As technology continues to evolve, the content we use and programs we interact with are more and more likely to be governed by terms in a license, rather than simply by copyright law (and I do pause and smile any time anyone uses "simply" and "copyright" in the same sentence). Unlike traditional license contracts, the terms in these licenses are usually not negotiable. There was an attempt back in the late '90s to have something called the Uniform Computer Information Transactions Act (UCITA) passed, which would have given these so-called "click-wrap" licenses the same force as a traditional license. A number of groups, including the American Library Association, joined the AFFECT coalition to oppose UCITA, and largely succeeded in preventing its introduction and passage. Blogger and InfoWorld columnist Ed Foster continues to maintain a blog, GripeLog, documenting what he considers to be bad click-wrap licenses and End User License Agreements, or EULAs.
Back to the U of C faculty blog, where guest blogger Molly Van Houweling introduces her forthcoming paper, "The New Servitudes," an analysis of three recent electronic license schemes, the Microsoft Vista EULA, the Free Software Foundation's General Public License (GPL), and the Creative Commons License, as examples of what are known in property law circles as "servitudes.":
"...these licenses can usefully be likened to 'servitudes'--non-possessory property interests that attach to land and impose their restrictions and obligations on generations of landowners (e.g. a covenant that prohibits a homeowner from painting her house pink). Like the licenses that characterize the digital age, use restrictions imposed by servitudes bind remote purchasers with whom the beneficiaries of the restrictions may have no direct relationship. They do not arise from any human communication, but instead 'run with' the burdened assets and automatically bind current owners."

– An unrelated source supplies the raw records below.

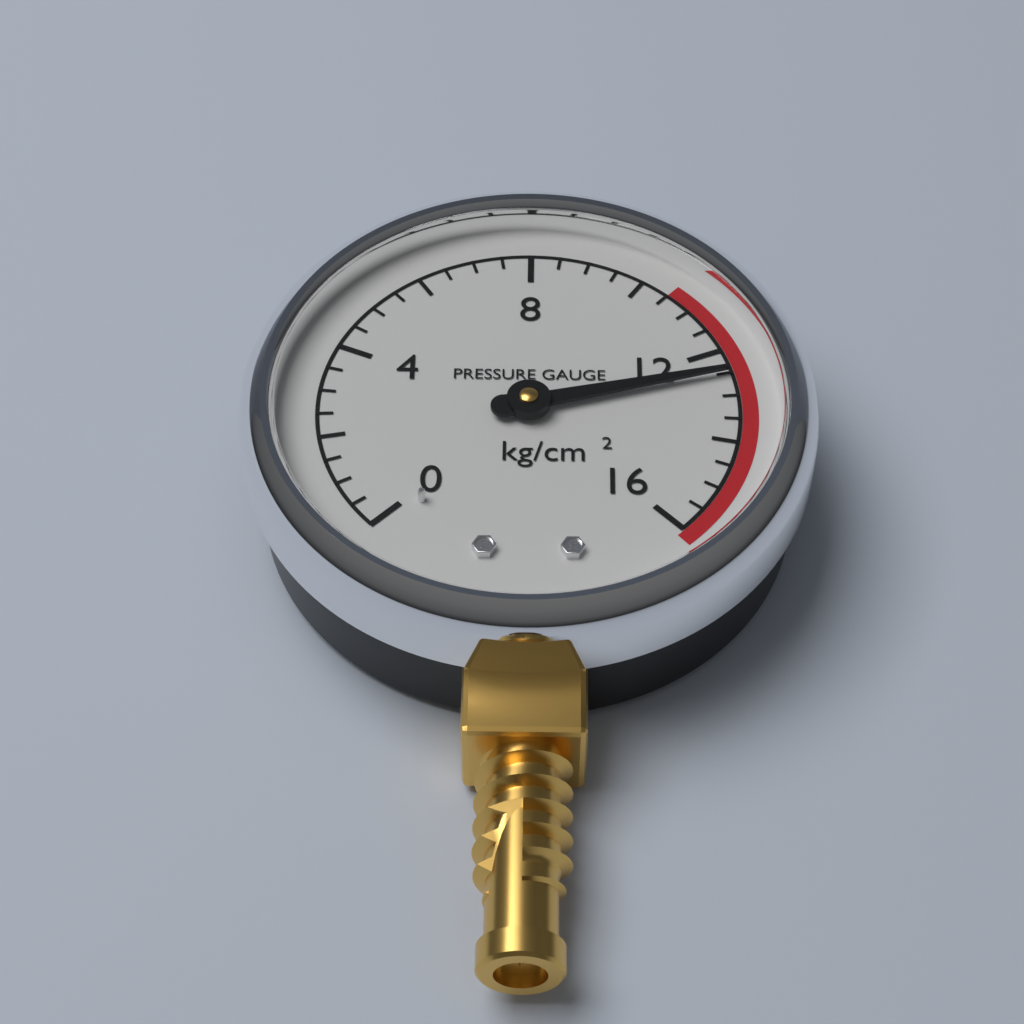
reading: 12.5 kg/cm²
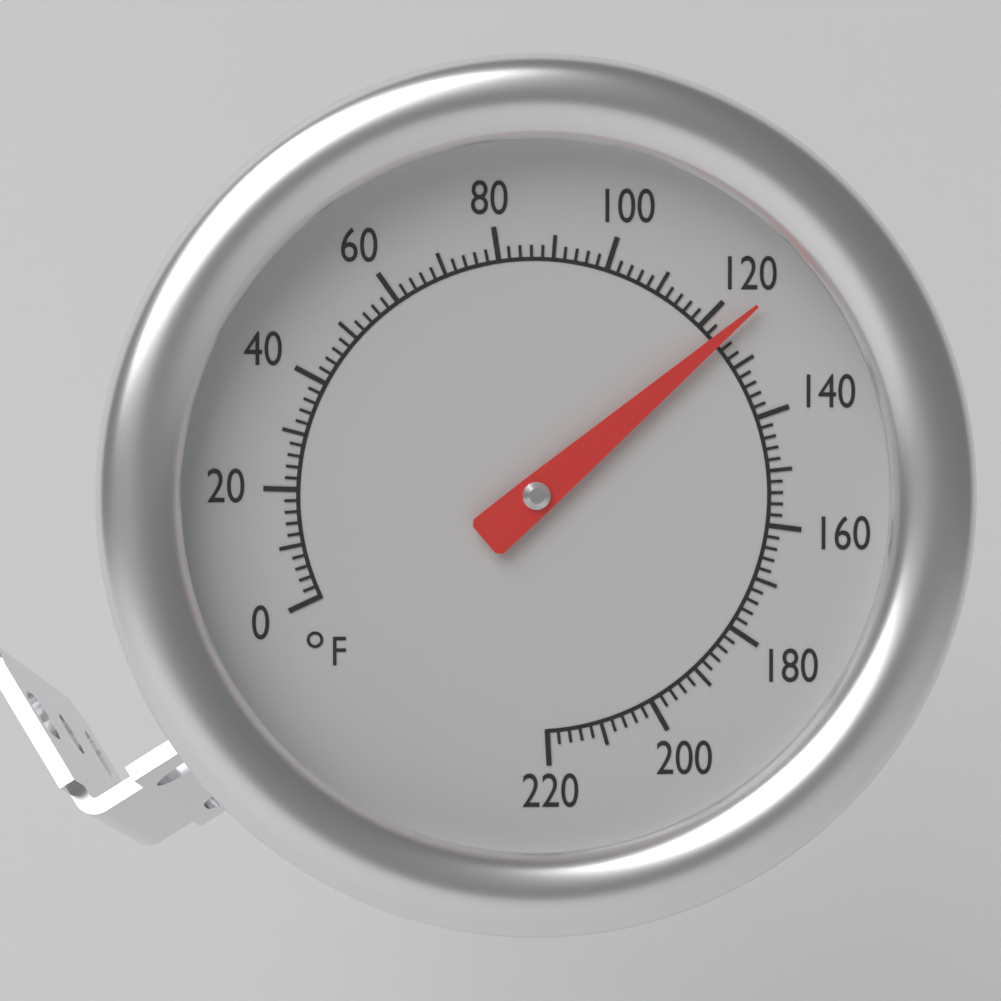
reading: 124 °F
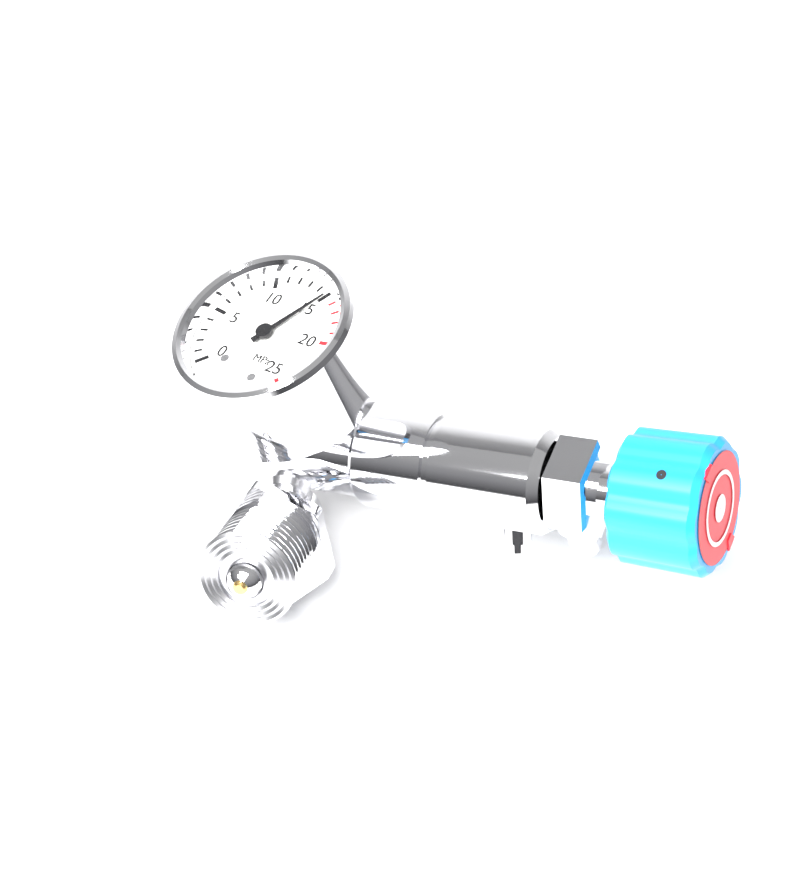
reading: 15 MPa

I'm fascinated by this for two reasons: first, because I encounter these licenses more and more in my everyday work, as we all do, and worry about the long-term effect they will have on the collections we build and the researchers who will want to use them long after we're gone. But it's also quite fascinating to watch scholars do scholarship in an open environment: thanks to the open access repository Social Science Research Network, a pre-publication draft of Van Houwelling's paper is available for free online. Thanks to the blog, we see several faculty openly discussing her ideas, including one who carried the discussion to her 1L property law class, engaging future legal scholars in the debate as well.